The results do not support the “Female Protective Effect” theory, which states that females need higher detrimental loads, including brain structural alterations, before developing clinically relevant levels of autistic characteristics [19]. Instead, we detected opposite sex-associated effects in ASD for both two brain regions. Similarly, [38] found that neither behavioral nor neural data supported the idea that females with ASD had more severe abnormalities. Thus, our research provides evidence that sex differences of GM asymmetry in ASD may be qualitative rather than quantitative. Based on these findings, we suggest that researchers should not conduct cross-sex neuroimaging studies for ASD because they may raise the risk of offsetting present results in only one sex or opposite directions in males and females.
There are limitations in the current research. First, it was based on multi-site datasets, which may introduce additional sources of variance associated with participant characteristics or scan parameters. Secondly, our sample size was still insufficient; further studies with larger sample sizes are needed to confirm sex-specific brain structure alterations in subjects with ASD. Finally, participants’ clinical information was also limited, with ADOS and ADI-R scores available for only participants.

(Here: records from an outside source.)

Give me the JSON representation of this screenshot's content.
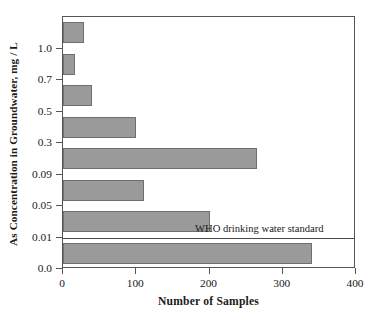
{
  "chart_data": {
    "type": "bar",
    "orientation": "horizontal",
    "title": "",
    "xlabel": "Number of Samples",
    "ylabel": "As Concentration in Groundwater, mg / L",
    "categories": [
      "> 1.0",
      "0.7 - 1.0",
      "0.5 - 0.7",
      "0.3 - 0.5",
      "0.09 - 0.3",
      "0.05 - 0.09",
      "0.01 - 0.05",
      "0.0 - 0.01"
    ],
    "values": [
      28,
      17,
      40,
      100,
      265,
      110,
      200,
      340
    ],
    "xlim": [
      0,
      400
    ],
    "xticks": [
      "0",
      "100",
      "200",
      "300",
      "400"
    ],
    "xtick_values": [
      0,
      100,
      200,
      300,
      400
    ],
    "yticks": [
      "1.0",
      "0.7",
      "0.5",
      "0.3",
      "0.09",
      "0.05",
      "0.01",
      "0.0"
    ],
    "ytick_values": [
      1.0,
      0.7,
      0.5,
      0.3,
      0.09,
      0.05,
      0.01,
      0.0
    ],
    "grid": false,
    "legend": false,
    "bar_color": "#9a9a9a",
    "bar_edge_color": "#6f6f6f",
    "axis_color": "#555555",
    "annotations": [
      {
        "text": "WHO drinking water standard",
        "at_y_value": 0.01,
        "line": "horizontal full-width"
      }
    ]
  }
}
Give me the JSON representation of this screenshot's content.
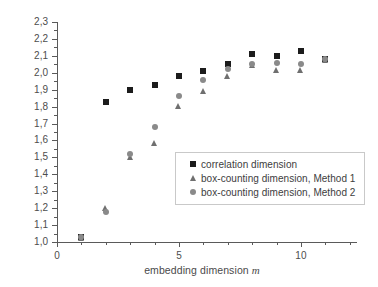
{
  "chart_data": {
    "type": "scatter",
    "title": "",
    "xlabel": "embedding dimension m",
    "ylabel": "dimensional estimate",
    "xlim": [
      0,
      12.3
    ],
    "ylim": [
      1.0,
      2.3
    ],
    "xticks": [
      0,
      5,
      10
    ],
    "xtick_labels": [
      "0",
      "5",
      "10"
    ],
    "xminor_step": 1,
    "yticks": [
      1.0,
      1.1,
      1.2,
      1.3,
      1.4,
      1.5,
      1.6,
      1.7,
      1.8,
      1.9,
      2.0,
      2.1,
      2.2,
      2.3
    ],
    "ytick_labels": [
      "1,0",
      "1,1",
      "1,2",
      "1,3",
      "1,4",
      "1,5",
      "1,6",
      "1,7",
      "1,8",
      "1,9",
      "2,0",
      "2,1",
      "2,2",
      "2,3"
    ],
    "grid": false,
    "legend_position": "lower-right",
    "x": [
      1,
      2,
      3,
      4,
      5,
      6,
      7,
      8,
      9,
      10,
      11
    ],
    "series": [
      {
        "name": "correlation dimension",
        "marker": "square",
        "color": "#1c1c1c",
        "values": [
          1.03,
          1.83,
          1.9,
          1.93,
          1.98,
          2.01,
          2.05,
          2.11,
          2.1,
          2.13,
          2.08
        ]
      },
      {
        "name": "box-counting dimension, Method 1",
        "marker": "triangle",
        "color": "#6f6f6f",
        "values": [
          1.02,
          1.2,
          1.5,
          1.58,
          1.8,
          1.89,
          1.98,
          2.04,
          2.01,
          2.01,
          2.07
        ]
      },
      {
        "name": "box-counting dimension, Method 2",
        "marker": "circle",
        "color": "#8a8a8a",
        "values": [
          1.03,
          1.18,
          1.52,
          1.68,
          1.86,
          1.96,
          2.02,
          2.05,
          2.06,
          2.05,
          2.08
        ]
      }
    ]
  },
  "legend": {
    "items": [
      {
        "label": "correlation dimension",
        "marker": "square"
      },
      {
        "label": "box-counting dimension, Method 1",
        "marker": "triangle"
      },
      {
        "label": "box-counting dimension, Method 2",
        "marker": "circle"
      }
    ]
  },
  "axes": {
    "x_title_text": "embedding dimension ",
    "x_title_symbol": "m",
    "y_title": "dimensional estimate"
  }
}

Using an advanced VBM approach, we identified diagnosis
GM, gray matter; TDs, typically developing controls; ASD, autism spectrum disorders; ABIDE, autism brain imaging data exchange; AI, asymmetry index; ADI-R, revised autism diagnostic interview; VBM, voxel-based morphometry; DARTEL, Diffeomorphic Anatomical Registration Lie; DSM, Diagnostic and Statistical Manual of Mental Disorders; ADOS, Autism Diagnostic Observation Schedule; FIQ, full-scale intelligence quotient; SPM, Statistical Parametric Mapping; WM, white matter; ANCOVA, analysis of covariance; GRF, Gaussian random field; DPARSF, Data Preprocessing Assistant for rs-fMRI; ADHD, attention deficit hyperactivity disorder; GU, Georgetown University; KKI, Kennedy Krieger Institute; NYU, New York University; OHSU, Oregon Health and Science University; YALE, Yale Child Study Center.
CCL, MMN, PYF and HBX conceived and designed the experiments; CCL and MMN analyzed the data; CCL and HBX wrote the paper.

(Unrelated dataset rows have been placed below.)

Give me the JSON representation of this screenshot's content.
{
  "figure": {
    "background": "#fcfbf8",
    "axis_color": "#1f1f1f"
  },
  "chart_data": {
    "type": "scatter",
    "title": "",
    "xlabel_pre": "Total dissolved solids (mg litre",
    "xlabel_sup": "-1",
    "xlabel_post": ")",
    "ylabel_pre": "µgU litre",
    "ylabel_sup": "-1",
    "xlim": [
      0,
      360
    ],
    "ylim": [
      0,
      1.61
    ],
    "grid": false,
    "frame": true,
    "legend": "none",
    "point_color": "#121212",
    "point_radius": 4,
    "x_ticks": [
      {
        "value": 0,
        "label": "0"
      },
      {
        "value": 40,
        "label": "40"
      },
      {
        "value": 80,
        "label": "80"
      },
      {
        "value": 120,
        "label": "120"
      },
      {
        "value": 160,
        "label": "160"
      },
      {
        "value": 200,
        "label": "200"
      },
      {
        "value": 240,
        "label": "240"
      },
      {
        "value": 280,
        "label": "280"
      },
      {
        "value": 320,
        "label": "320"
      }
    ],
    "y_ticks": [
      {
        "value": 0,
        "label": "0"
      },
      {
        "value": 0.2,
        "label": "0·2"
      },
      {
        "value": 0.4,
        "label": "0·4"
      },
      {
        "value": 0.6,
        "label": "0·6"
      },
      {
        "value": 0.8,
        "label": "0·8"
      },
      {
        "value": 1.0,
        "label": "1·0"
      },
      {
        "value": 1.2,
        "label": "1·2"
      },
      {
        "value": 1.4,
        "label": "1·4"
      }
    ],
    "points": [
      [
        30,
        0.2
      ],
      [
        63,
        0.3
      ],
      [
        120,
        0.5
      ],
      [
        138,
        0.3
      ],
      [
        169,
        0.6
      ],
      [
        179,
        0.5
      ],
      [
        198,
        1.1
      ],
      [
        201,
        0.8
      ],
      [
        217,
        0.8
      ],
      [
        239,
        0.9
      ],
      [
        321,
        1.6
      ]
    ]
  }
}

The written informed consent was obtained from the site where they conducted the tests. The research was conducted with the Ethics Committee of the University of Zhongnan Hospital of Wuhan University (Ethical approval number: 2019072).

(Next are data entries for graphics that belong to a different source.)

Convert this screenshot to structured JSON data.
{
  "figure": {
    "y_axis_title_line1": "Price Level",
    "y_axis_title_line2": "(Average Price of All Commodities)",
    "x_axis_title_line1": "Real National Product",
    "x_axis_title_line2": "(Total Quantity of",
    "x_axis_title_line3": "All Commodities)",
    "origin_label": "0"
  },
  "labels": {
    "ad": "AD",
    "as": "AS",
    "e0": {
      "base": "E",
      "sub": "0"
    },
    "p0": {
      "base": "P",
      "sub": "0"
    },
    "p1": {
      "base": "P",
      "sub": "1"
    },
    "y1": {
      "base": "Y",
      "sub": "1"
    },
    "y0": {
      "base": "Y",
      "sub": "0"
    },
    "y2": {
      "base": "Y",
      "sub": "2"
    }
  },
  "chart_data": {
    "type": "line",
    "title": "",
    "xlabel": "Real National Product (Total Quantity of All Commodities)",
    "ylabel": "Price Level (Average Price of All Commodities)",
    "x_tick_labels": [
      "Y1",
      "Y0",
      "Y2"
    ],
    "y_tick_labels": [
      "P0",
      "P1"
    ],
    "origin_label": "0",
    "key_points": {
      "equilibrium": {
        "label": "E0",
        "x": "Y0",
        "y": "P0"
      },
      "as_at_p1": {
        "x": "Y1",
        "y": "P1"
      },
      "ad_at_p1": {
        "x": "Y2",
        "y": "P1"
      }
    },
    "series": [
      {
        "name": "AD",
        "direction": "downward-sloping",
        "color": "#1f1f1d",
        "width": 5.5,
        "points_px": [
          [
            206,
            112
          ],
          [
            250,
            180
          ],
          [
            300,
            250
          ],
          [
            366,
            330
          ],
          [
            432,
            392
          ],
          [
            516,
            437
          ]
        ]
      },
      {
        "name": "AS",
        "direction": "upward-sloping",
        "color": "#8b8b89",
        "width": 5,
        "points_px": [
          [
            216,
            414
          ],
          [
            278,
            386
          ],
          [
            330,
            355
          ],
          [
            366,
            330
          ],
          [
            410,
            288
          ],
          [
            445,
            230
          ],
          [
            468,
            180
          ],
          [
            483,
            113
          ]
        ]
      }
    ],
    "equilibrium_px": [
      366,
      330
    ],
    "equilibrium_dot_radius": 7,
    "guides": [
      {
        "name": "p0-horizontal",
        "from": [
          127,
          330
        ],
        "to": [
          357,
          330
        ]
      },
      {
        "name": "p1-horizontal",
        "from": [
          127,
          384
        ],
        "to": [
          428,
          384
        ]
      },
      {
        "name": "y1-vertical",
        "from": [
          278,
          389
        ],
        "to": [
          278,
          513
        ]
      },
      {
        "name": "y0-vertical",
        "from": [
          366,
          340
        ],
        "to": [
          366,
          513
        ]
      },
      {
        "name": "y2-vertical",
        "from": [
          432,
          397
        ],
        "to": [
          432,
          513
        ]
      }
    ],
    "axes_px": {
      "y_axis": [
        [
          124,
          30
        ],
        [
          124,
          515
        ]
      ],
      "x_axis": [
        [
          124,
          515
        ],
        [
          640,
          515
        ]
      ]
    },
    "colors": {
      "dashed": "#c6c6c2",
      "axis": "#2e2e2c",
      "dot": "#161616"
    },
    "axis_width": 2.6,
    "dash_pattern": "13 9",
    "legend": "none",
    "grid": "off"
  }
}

We would like to express our sincere appreciation to the participants who generously and courageously participated in this research.
This work is supported by the National Key Research and Development Program of China No. 2017YFC0108803 and the National Natural Science Foundation of China (Grant No. 81771819) and the Improvement Project for Theranostic ability on Difficulty miscellaneous disease (Tumor).
The authors declare no conflict of interest.